Moral idiocy diagnosed

These truths brought the girl sharply to her senses — to her spiritual senses, those wonderful senses which include no inclination toward evil. Therefore, instead of resenting her parents' uncompromising counsel, she was grateful for it; and that was the end of the proposed error.

But today spiritual healing has to stretch out its hands to far more serious evils than infidelity in personal relationships. There's a mental disease rampant today which is a stage of crime.

Humanity owes a debt to the Discoverer of Christian Science for exposing and diagnosing this disease long before it took possession of today's assassins, hijackers and skyjackers, kidnappers, and urban guerrillas.

The name of this menacing disease is moral idiocy. Mrs. Eddy's description of its symptoms shows the sharp rebukes needed in its cure. "This mental disease," she writes, "at first shows itself in extreme sensitiveness; then, in a loss of self-knowledge and of self-condemnation, — a shocking inability to see one's own faults, but an exaggerating sense of other people's" ("Miscellaneous Writings," p. 112:24-27).

Mrs. Eddy says, "Christian Science shows that there is a way of escape from the latter-day ultimatum of evil, through scientific truth; so that all are without excuse" (Misc. p. 113:17). Doesn't this mean that we are all responsible for praying that God can open the eyes of those who practice violence in public and hide bombs in secret, so that they can see the wickedness of their ways, and turn from them.

And now, a final illustration to show there's no better healer, not only of moral weakness and lawlessness, but also of disease, than the First Commandment: "Thou shall have no other gods before me" (Ex. 20:3).

For years a woman had been taught to fear, instead of love, God. As she grew, a tumor grew with her. She carried it for years. Then one day, Christian Science showed her that she was disloyal to God in bowing to images about Him which were quite untrue. The night that her thought changed unreservedly from fear of God to deep love of Him, the tumor disappeared, and she weighed 17 pounds less. Nothing passed from her body, but the weight of false belief was lifted from her mind. That mental weight was all there ever really was to the tumor. Love simply melted the belief into utter unbelievableness.

Truth ready for instant use

The First and Second Commandments admit only perfect God, and man filled with spiritual images of love. That's why they can heal all our diseases and strengthen all our weaknesses.

Yes, there's no condition, weak or violent, moral or physical, which can't be healed by a spiritual understanding of the Ten Commandments. And how comforting to realize that the strength to obey each of the Ten Commandments is symbolized by those ten pieces of silver always in your house. God put them there, polished and bright, ready for instant use.

So, it's absolutely true — the spirituality which gives your morality dominion over materiality is your eternal birthright.

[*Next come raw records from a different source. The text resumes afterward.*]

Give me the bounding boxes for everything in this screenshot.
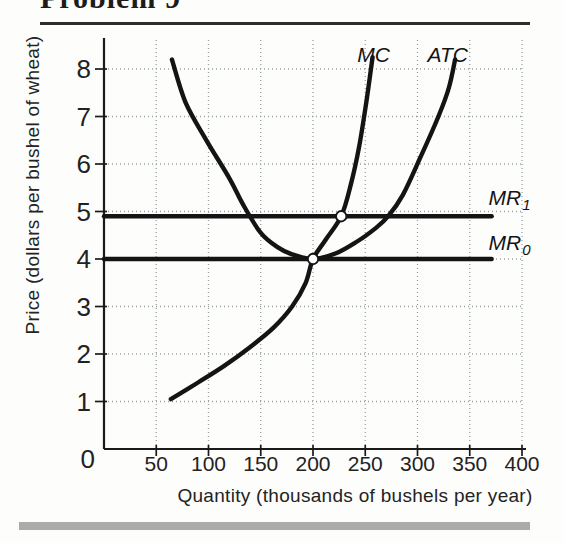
y-tick-label: 2	[77, 339, 91, 369]
x-tick-label: 200	[295, 452, 330, 475]
label-atc: ATC	[426, 43, 469, 66]
x-tick-label: 250	[348, 452, 383, 475]
y-tick-label: 3	[77, 292, 91, 322]
y-tick-label: 4	[77, 244, 91, 274]
x-tick-label: 400	[504, 452, 539, 475]
label-mc: MC	[357, 43, 390, 66]
intersection-dot	[336, 211, 346, 221]
curve-mc	[171, 57, 373, 399]
x-tick-label: 50	[145, 452, 168, 475]
chart-canvas: 50100150200250300350400012345678MCATCMR1…	[0, 0, 564, 543]
intersection-dot	[308, 254, 318, 264]
x-axis-title: Quantity (thousands of bushels per year)	[177, 485, 532, 507]
y-tick-label: 5	[77, 197, 91, 227]
x-tick-label: 100	[191, 452, 226, 475]
textbook-figure-page: Problem 9 Price (dollars per bushel of w…	[0, 0, 564, 543]
bottom-divider-bar	[19, 522, 530, 530]
origin-label: 0	[81, 444, 95, 474]
y-tick-label: 7	[77, 102, 91, 132]
y-tick-label: 1	[77, 387, 91, 417]
label-mr1: MR1	[489, 186, 531, 213]
x-tick-label: 300	[400, 452, 435, 475]
label-mr0: MR0	[489, 231, 532, 258]
curve-atc	[172, 60, 455, 260]
x-tick-label: 150	[243, 452, 278, 475]
x-tick-label: 350	[452, 452, 487, 475]
y-tick-label: 6	[77, 149, 91, 179]
y-tick-label: 8	[77, 54, 91, 84]
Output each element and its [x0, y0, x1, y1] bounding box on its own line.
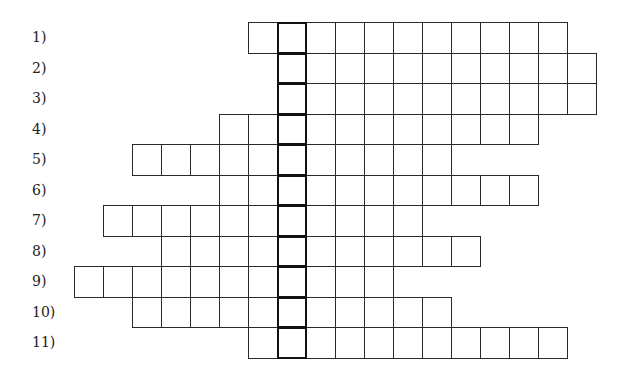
grid-cell[interactable]	[306, 144, 336, 176]
grid-cell[interactable]	[161, 236, 191, 268]
grid-cell[interactable]	[306, 114, 336, 146]
grid-cell[interactable]	[335, 22, 365, 54]
grid-cell[interactable]	[393, 205, 423, 237]
grid-cell[interactable]	[567, 53, 597, 85]
grid-cell[interactable]	[422, 327, 452, 359]
grid-cell[interactable]	[393, 144, 423, 176]
grid-cell[interactable]	[161, 144, 191, 176]
grid-cell[interactable]	[451, 83, 481, 115]
grid-cell[interactable]	[248, 205, 278, 237]
grid-cell[interactable]	[393, 22, 423, 54]
grid-cell[interactable]	[219, 114, 249, 146]
grid-cell[interactable]	[364, 327, 394, 359]
grid-cell[interactable]	[335, 114, 365, 146]
grid-cell[interactable]	[393, 83, 423, 115]
grid-cell[interactable]	[190, 297, 220, 329]
grid-cell[interactable]	[248, 175, 278, 207]
grid-cell[interactable]	[335, 205, 365, 237]
grid-cell[interactable]	[451, 236, 481, 268]
grid-cell[interactable]	[364, 175, 394, 207]
grid-cell[interactable]	[161, 297, 191, 329]
grid-cell[interactable]	[248, 297, 278, 329]
grid-cell[interactable]	[306, 205, 336, 237]
grid-cell[interactable]	[219, 144, 249, 176]
keyword-cell[interactable]	[277, 205, 307, 237]
grid-cell[interactable]	[335, 297, 365, 329]
grid-cell[interactable]	[306, 297, 336, 329]
grid-cell[interactable]	[161, 205, 191, 237]
keyword-cell[interactable]	[277, 175, 307, 207]
grid-cell[interactable]	[103, 266, 133, 298]
keyword-cell[interactable]	[277, 236, 307, 268]
keyword-cell[interactable]	[277, 266, 307, 298]
grid-cell[interactable]	[480, 327, 510, 359]
grid-cell[interactable]	[509, 22, 539, 54]
grid-cell[interactable]	[393, 175, 423, 207]
grid-cell[interactable]	[509, 114, 539, 146]
grid-cell[interactable]	[335, 175, 365, 207]
grid-cell[interactable]	[451, 327, 481, 359]
grid-cell[interactable]	[335, 53, 365, 85]
grid-cell[interactable]	[422, 297, 452, 329]
grid-cell[interactable]	[306, 236, 336, 268]
keyword-cell[interactable]	[277, 297, 307, 329]
grid-cell[interactable]	[364, 53, 394, 85]
grid-cell[interactable]	[248, 22, 278, 54]
grid-cell[interactable]	[422, 236, 452, 268]
grid-cell[interactable]	[132, 205, 162, 237]
grid-cell[interactable]	[480, 53, 510, 85]
grid-cell[interactable]	[219, 297, 249, 329]
keyword-cell[interactable]	[277, 114, 307, 146]
grid-cell[interactable]	[219, 236, 249, 268]
grid-cell[interactable]	[219, 175, 249, 207]
grid-cell[interactable]	[422, 22, 452, 54]
grid-cell[interactable]	[480, 22, 510, 54]
grid-cell[interactable]	[335, 327, 365, 359]
grid-cell[interactable]	[480, 175, 510, 207]
grid-cell[interactable]	[335, 144, 365, 176]
grid-cell[interactable]	[422, 53, 452, 85]
grid-cell[interactable]	[219, 205, 249, 237]
grid-cell[interactable]	[364, 22, 394, 54]
grid-cell[interactable]	[364, 236, 394, 268]
grid-cell[interactable]	[103, 205, 133, 237]
grid-cell[interactable]	[248, 266, 278, 298]
grid-cell[interactable]	[248, 327, 278, 359]
keyword-cell[interactable]	[277, 144, 307, 176]
grid-cell[interactable]	[480, 114, 510, 146]
grid-cell[interactable]	[132, 297, 162, 329]
grid-cell[interactable]	[248, 114, 278, 146]
keyword-cell[interactable]	[277, 53, 307, 85]
grid-cell[interactable]	[190, 236, 220, 268]
grid-cell[interactable]	[451, 114, 481, 146]
grid-cell[interactable]	[364, 297, 394, 329]
grid-cell[interactable]	[509, 327, 539, 359]
grid-cell[interactable]	[393, 297, 423, 329]
grid-cell[interactable]	[480, 83, 510, 115]
grid-cell[interactable]	[248, 144, 278, 176]
grid-cell[interactable]	[335, 236, 365, 268]
keyword-cell[interactable]	[277, 83, 307, 115]
grid-cell[interactable]	[451, 175, 481, 207]
grid-cell[interactable]	[422, 114, 452, 146]
grid-cell[interactable]	[132, 144, 162, 176]
grid-cell[interactable]	[364, 144, 394, 176]
grid-cell[interactable]	[451, 22, 481, 54]
grid-cell[interactable]	[74, 266, 104, 298]
grid-cell[interactable]	[567, 83, 597, 115]
grid-cell[interactable]	[451, 53, 481, 85]
grid-cell[interactable]	[422, 83, 452, 115]
grid-cell[interactable]	[538, 83, 568, 115]
grid-cell[interactable]	[422, 144, 452, 176]
grid-cell[interactable]	[306, 266, 336, 298]
grid-cell[interactable]	[306, 53, 336, 85]
grid-cell[interactable]	[364, 266, 394, 298]
grid-cell[interactable]	[538, 53, 568, 85]
grid-cell[interactable]	[538, 22, 568, 54]
grid-cell[interactable]	[393, 53, 423, 85]
grid-cell[interactable]	[248, 236, 278, 268]
grid-cell[interactable]	[393, 327, 423, 359]
grid-cell[interactable]	[364, 114, 394, 146]
grid-cell[interactable]	[509, 175, 539, 207]
grid-cell[interactable]	[190, 144, 220, 176]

And so, as I think of mankind today, so precious, so promising, I always feel fresh hope for it, despite all its moral problems when I remember this wonderful prophecy in Science and Health, "The thunder of Sinai and the Sermon on the Mount are pursuing and will overtake the ages, rebuking in their course all error and proclaiming the kingdom of heaven on earth" (p. 174:17-20). Meanwhile, just look at the strength provided for each of you by the Christ, and the love which supports it: "Behold, I give unto you power to tread on serpents and scorpions, and over all the power of the enemy: and nothing shall by any means hurt you" (Luke 10:19).